In-app audio preview
Before confirming a track's category or name, you can audition the file directly inside fMusic. David uses this on a couple of unfamiliar tracks to confirm what they are before deciding where to route them.
Working Without a Template
David makes a point of flagging this early in the review because it addresses a common assumption about session prep tools.
He works across hip-hop, rock, metal, and other genres. A hip-hop session might have 808s, samplers, and a handful of drum machines. A rock session has a miked drum kit, real bass, guitars. A standard template built for one does not map cleanly to the other.
fMusic works from whatever session is open. If buses exist, it routes to them. If they do not, it creates the routing. The preset system stores your category preferences, colours, and routing logic independently of the session template, which means the same setup works whether you start from a blank session or a complex existing template.
"Whether you use a template or not... you will see how easy it is to tailor this to your needs."
Scale: What This Means for Larger Sessions
David references a recent real-world mix to put the time saving in context.

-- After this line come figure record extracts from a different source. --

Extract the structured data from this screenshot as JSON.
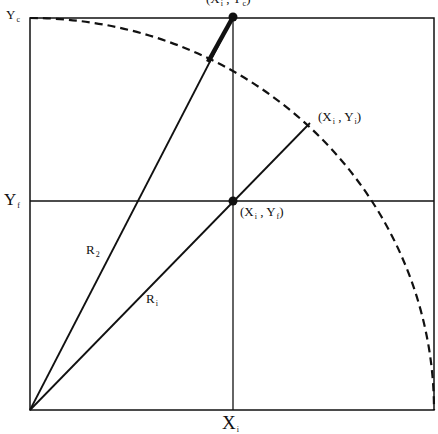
{
  "diagram": {
    "labels": {
      "y_c": {
        "main": "Y",
        "sub": "c"
      },
      "y_f": {
        "main": "Y",
        "sub": "f"
      },
      "x_i": {
        "main": "X",
        "sub": "i"
      },
      "r2": {
        "main": "R",
        "sub": "2"
      },
      "r1": {
        "main": "R",
        "sub": "i"
      },
      "point_xi_yi": {
        "open": "(X",
        "sub1": "i",
        "mid": " , Y",
        "sub2": "i",
        "close": ")"
      },
      "point_xi_yf": {
        "open": "(X",
        "sub1": "i",
        "mid": " , Y",
        "sub2": "f",
        "close": ")"
      },
      "point_top": {
        "open": "(X",
        "sub1": "i",
        "mid": " , Y",
        "sub2": "c",
        "close": ")"
      }
    },
    "colors": {
      "stroke": "#111111",
      "background": "#ffffff"
    }
  }
}
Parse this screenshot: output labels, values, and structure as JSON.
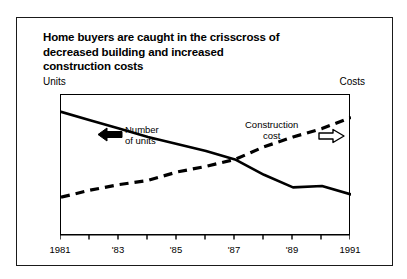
{
  "chart_data": {
    "type": "line",
    "title": "Home buyers are caught in the crisscross of decreased building and increased construction costs",
    "title_lines": [
      "Home buyers are caught in the crisscross of",
      "decreased building and increased",
      "construction costs"
    ],
    "left_axis_label": "Units",
    "right_axis_label": "Costs",
    "xlabel": "",
    "ylabel": "",
    "grid": false,
    "legend_position": "inline-annotations",
    "x": [
      1981,
      1982,
      1983,
      1984,
      1985,
      1986,
      1987,
      1988,
      1989,
      1990,
      1991
    ],
    "tick_labels": [
      {
        "x": 1981,
        "label": "1981"
      },
      {
        "x": 1982,
        "label": ""
      },
      {
        "x": 1983,
        "label": "'83"
      },
      {
        "x": 1984,
        "label": ""
      },
      {
        "x": 1985,
        "label": "'85"
      },
      {
        "x": 1986,
        "label": ""
      },
      {
        "x": 1987,
        "label": "'87"
      },
      {
        "x": 1988,
        "label": ""
      },
      {
        "x": 1989,
        "label": "'89"
      },
      {
        "x": 1990,
        "label": ""
      },
      {
        "x": 1991,
        "label": "1991"
      }
    ],
    "series": [
      {
        "name": "Number of units",
        "axis": "left",
        "style": "solid",
        "color": "#000000",
        "values": [
          88,
          82,
          76,
          70,
          65,
          60,
          54,
          43,
          34,
          35,
          29
        ],
        "annotation": {
          "line1": "Number",
          "line2": "of units",
          "arrow": "left-filled"
        }
      },
      {
        "name": "Construction cost",
        "axis": "right",
        "style": "dashed",
        "color": "#000000",
        "values": [
          27,
          32,
          36,
          39,
          45,
          49,
          54,
          63,
          70,
          76,
          84
        ],
        "annotation": {
          "line1": "Construction",
          "line2": "cost",
          "arrow": "right-hollow"
        }
      }
    ],
    "crossover_year": 1987,
    "ylim": [
      0,
      100
    ]
  }
}
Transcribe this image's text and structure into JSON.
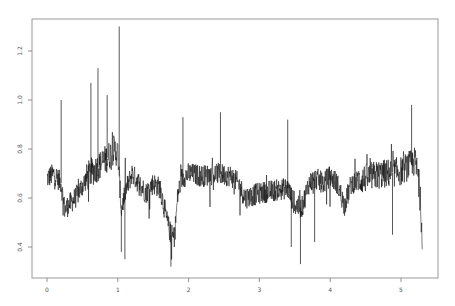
{
  "chart_data": {
    "type": "line",
    "title": "",
    "xlabel": "",
    "ylabel": "",
    "xlim": [
      -0.2,
      5.5
    ],
    "ylim": [
      0.28,
      1.33
    ],
    "x_ticks": [
      0,
      1,
      2,
      3,
      4,
      5
    ],
    "x_tick_labels": [
      "0",
      "1",
      "2",
      "3",
      "4",
      "5"
    ],
    "y_ticks": [
      0.4,
      0.6,
      0.8,
      1.0,
      1.2
    ],
    "y_tick_labels": [
      "0.4",
      "0.6",
      "0.8",
      "1.0",
      "1.2"
    ],
    "grid": false,
    "legend": null,
    "series": [
      {
        "name": "signal",
        "color": "#111111",
        "description": "dense noisy time series sampled from x=0 to x=5.3",
        "baseline_x": [
          0.0,
          0.1,
          0.2,
          0.25,
          0.3,
          0.4,
          0.5,
          0.6,
          0.7,
          0.8,
          0.9,
          0.95,
          1.0,
          1.05,
          1.1,
          1.2,
          1.3,
          1.4,
          1.5,
          1.6,
          1.7,
          1.75,
          1.8,
          1.85,
          1.9,
          2.0,
          2.2,
          2.4,
          2.6,
          2.7,
          2.8,
          2.9,
          3.0,
          3.2,
          3.4,
          3.5,
          3.6,
          3.7,
          3.8,
          3.9,
          4.0,
          4.1,
          4.2,
          4.3,
          4.4,
          4.6,
          4.8,
          5.0,
          5.1,
          5.2,
          5.25,
          5.3
        ],
        "baseline_y": [
          0.68,
          0.7,
          0.66,
          0.55,
          0.57,
          0.6,
          0.65,
          0.7,
          0.72,
          0.75,
          0.78,
          0.8,
          0.78,
          0.55,
          0.62,
          0.7,
          0.66,
          0.62,
          0.66,
          0.64,
          0.5,
          0.45,
          0.44,
          0.62,
          0.68,
          0.7,
          0.69,
          0.7,
          0.69,
          0.66,
          0.6,
          0.61,
          0.62,
          0.63,
          0.64,
          0.57,
          0.56,
          0.66,
          0.68,
          0.66,
          0.69,
          0.66,
          0.57,
          0.66,
          0.67,
          0.69,
          0.7,
          0.71,
          0.73,
          0.75,
          0.68,
          0.45
        ],
        "spikes": [
          {
            "x": 0.2,
            "y": 1.0
          },
          {
            "x": 0.62,
            "y": 1.07
          },
          {
            "x": 0.72,
            "y": 1.13
          },
          {
            "x": 0.85,
            "y": 1.02
          },
          {
            "x": 1.02,
            "y": 1.3
          },
          {
            "x": 1.05,
            "y": 0.38
          },
          {
            "x": 1.1,
            "y": 0.35
          },
          {
            "x": 1.75,
            "y": 0.32
          },
          {
            "x": 1.92,
            "y": 0.93
          },
          {
            "x": 2.45,
            "y": 0.95
          },
          {
            "x": 3.4,
            "y": 0.92
          },
          {
            "x": 3.45,
            "y": 0.4
          },
          {
            "x": 3.58,
            "y": 0.33
          },
          {
            "x": 3.78,
            "y": 0.42
          },
          {
            "x": 4.88,
            "y": 0.45
          },
          {
            "x": 5.15,
            "y": 0.98
          },
          {
            "x": 5.3,
            "y": 0.45
          }
        ]
      }
    ]
  },
  "axes": {
    "x_labels": [
      "0",
      "1",
      "2",
      "3",
      "4",
      "5"
    ],
    "y_labels": [
      "0.4",
      "0.6",
      "0.8",
      "1.0",
      "1.2"
    ]
  }
}
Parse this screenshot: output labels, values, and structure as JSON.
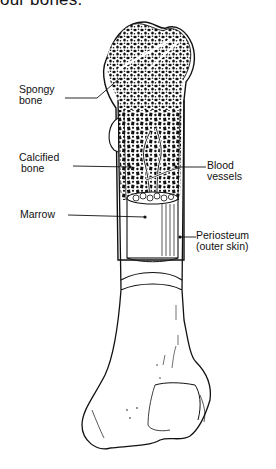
{
  "heading": "our bones.",
  "diagram": {
    "labels": {
      "spongy_bone": [
        "Spongy",
        "bone"
      ],
      "calcified_bone": [
        "Calcified",
        "bone"
      ],
      "marrow": "Marrow",
      "blood_vessels": [
        "Blood",
        "vessels"
      ],
      "periosteum": [
        "Periosteum",
        "(outer skin)"
      ]
    }
  }
}
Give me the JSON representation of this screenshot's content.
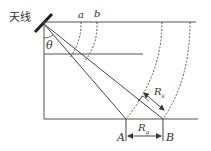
{
  "labels": {
    "antenna": "天线",
    "theta": "θ",
    "a": "a",
    "b": "b",
    "Rs_main": "R",
    "Rs_sub": "s",
    "Rg_main": "R",
    "Rg_sub": "g",
    "A": "A",
    "B": "B"
  },
  "colors": {
    "line": "#3a3a3a",
    "background": "#ffffff"
  }
}
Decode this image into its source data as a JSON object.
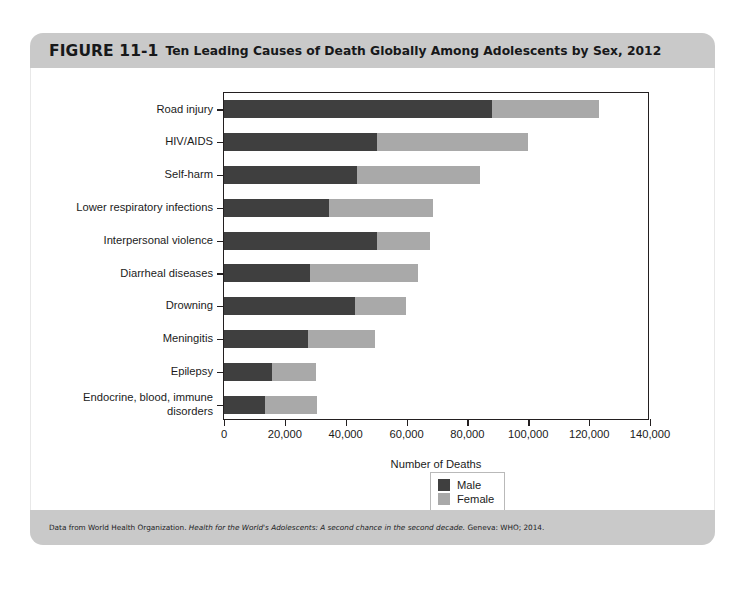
{
  "figure": {
    "number": "FIGURE 11-1",
    "title": "Ten Leading Causes of Death Globally Among Adolescents by Sex, 2012",
    "source_prefix": "Data from World Health Organization. ",
    "source_italic": "Health for the World's Adolescents: A second chance in the second decade.",
    "source_suffix": " Geneva: WHO; 2014."
  },
  "colors": {
    "male": "#3f3f3f",
    "female": "#a9a9a9",
    "band": "#c9c9c9",
    "axis": "#231f20",
    "plot_background": "#ffffff"
  },
  "legend": {
    "items": [
      {
        "label": "Male",
        "color": "#3f3f3f"
      },
      {
        "label": "Female",
        "color": "#a9a9a9"
      }
    ]
  },
  "chart_data": {
    "type": "bar",
    "orientation": "horizontal",
    "stacked": true,
    "title": "Ten Leading Causes of Death Globally Among Adolescents by Sex, 2012",
    "xlabel": "Number of Deaths",
    "ylabel": "",
    "xlim": [
      0,
      140000
    ],
    "xticks": [
      0,
      20000,
      40000,
      60000,
      80000,
      100000,
      120000,
      140000
    ],
    "xtick_labels": [
      "0",
      "20,000",
      "40,000",
      "60,000",
      "80,000",
      "100,000",
      "120,000",
      "140,000"
    ],
    "grid": false,
    "legend_position": "bottom-right",
    "categories": [
      "Road injury",
      "HIV/AIDS",
      "Self-harm",
      "Lower respiratory infections",
      "Interpersonal violence",
      "Diarrheal diseases",
      "Drowning",
      "Meningitis",
      "Epilepsy",
      "Endocrine, blood, immune\ndisorders"
    ],
    "series": [
      {
        "name": "Male",
        "color": "#3f3f3f",
        "values": [
          88000,
          50400,
          43800,
          34500,
          50400,
          28300,
          43200,
          27500,
          15800,
          13500
        ]
      },
      {
        "name": "Female",
        "color": "#a9a9a9",
        "values": [
          35300,
          49400,
          40300,
          34300,
          17200,
          35600,
          16500,
          22100,
          14600,
          16900
        ]
      }
    ],
    "totals": [
      123300,
      99800,
      84100,
      68800,
      67600,
      63900,
      59700,
      49600,
      30400,
      30400
    ]
  }
}
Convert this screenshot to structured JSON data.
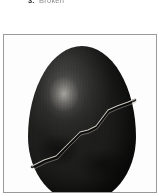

That session had 184 tracks of audio alone. With parallel processing, effects chains, and routing, it ran to over 240 tracks in total. Running fMusic's import on a session that size, rather than manually colour coding, routing, renaming, and stripping silence across 184 tracks, represents a significant recovery of time on a single project.
The 65-track rock session in the demo was processed completely in real time on camera. The hip-hop session, which included sample rate conversion on top of the standard prep, took slightly longer due to the conversion step. Both were done in minutes.
Frequently Asked Questions
Who is MixbusTV?
MixbusTV is the YouTube channel of David Gnozzi, a mixing and mastering engineer who covers practical mixing and production workflows. He works across multiple genres and publishes in-depth reviews and tutorials on his channel.
Does fMusic work without a session template?
Yes. David demonstrates this on a completely blank Pro Tools session with no routing or buses set up. fMusic creates the routing from the category and destination settings in your import preferences.
Can fMusic handle sample rate mismatches?
Yes. If imported files are at a different sample rate than the session, fMusic converts them automatically during import. David demonstrates this with 44.1kHz files in a 48kHz session.
What is fake stereo detection?
Some audio files are exported as stereo even though both channels contain identical mono content. fMusic detects these files before import and offers options to convert them to true mono, hard pan to one channel, or leave them as is.
Can I save my own import presets?
Yes. Every setting in the import module, including categories, colours, routing destinations, and processing options, can be saved as a named preset. You can create and store as many as you need.
Does fMusic work on sessions with 100+ tracks?
Yes. David references a real session with 184 audio tracks processed through fMusic. Processing time scales with session size, but the workflow is the same regardless of track count.
Which DAWs does fMusic support?
fMusic currently supports Pro Tools and Logic Pro. Plans are available for a single DAW or both.
Try fMusic
A 7-day free trial is available at forte-ai.com, giving you full access to test it across your own sessions. There is also a free tier available for Pro Tools users through Avid Link.